Another approach was using a copula and so (c*a) which - alas! - doesn't really differentiate causation, motivation etc. so the construction in Lakota is ambiguous:

Le anpetu kin waste ca mat'in ktelo (this day - it is good - and so I'll die)

Le anpetu kin mat'in kta ca waste (this day - I'll die - and so it is good)

"It's a good day today, so I die/will die"

-> the (day's) quality of goodness causes me to die (causation!)

-> the (day's) quality of goodness gives me the idea of dying (motivation) etc.

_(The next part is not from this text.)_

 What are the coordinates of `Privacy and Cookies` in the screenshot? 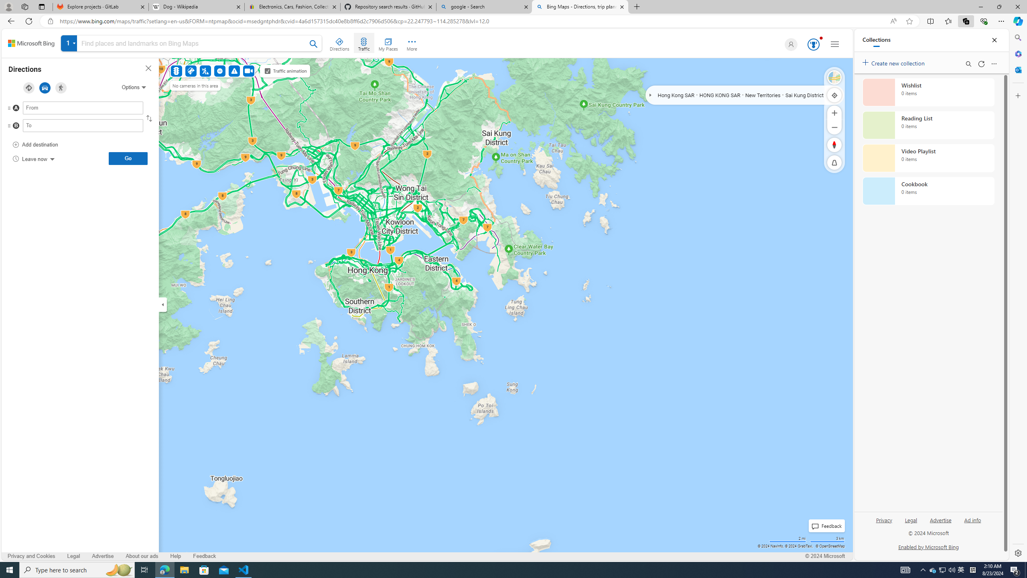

Any ideas (from the Lojban point of view)?


xorxes:

  • For the battlecry, maybe fi'i le'o nunmro "Welcome (aggressive) O death!"
  • For the English version, maybe something with zabna: le cabdei cu zabna le ka ca ce'u mrobi'o "Today is favourable in the property of when to die".

.aulun.:

Thanks, I like it! Yet, as for the hoka he, it should remain a pure interjection, so I'd prefer plain fi'ile'o

The translation of the English version seems ambiguous also in Lojban :( because of the ce'u, shouldn't it rather be mi (for me/us)? - Of course, the somewhat complete notion seems to be: We gonna defeat you (and so it's a good day for you to die!), yet, if necessary, we're also prepared to accept death for us (and in this case, there will be no better day than this). So, maybe ce'u is more appropriate. Maybe, the ca can be dropped.

xorxes: Notice that {ce'u} is the argument tagged by {ca}, it is not the first argument of {mrobi'o}. I could have also written {le ka mrobi'o ca ce'u}. The property of being the time when dying occurs. "Today" has that property in favourable terms. I suppose {ca ce'u} can be dropped as understood: le cabdei cu zabna le ka mrobi'o.

.aulun.: Thanks, ce'u is one of my weak points :( I agree that because of x1 being cabdei, the time-focus ca ce'u in the property abstraction is not absolutely necessary.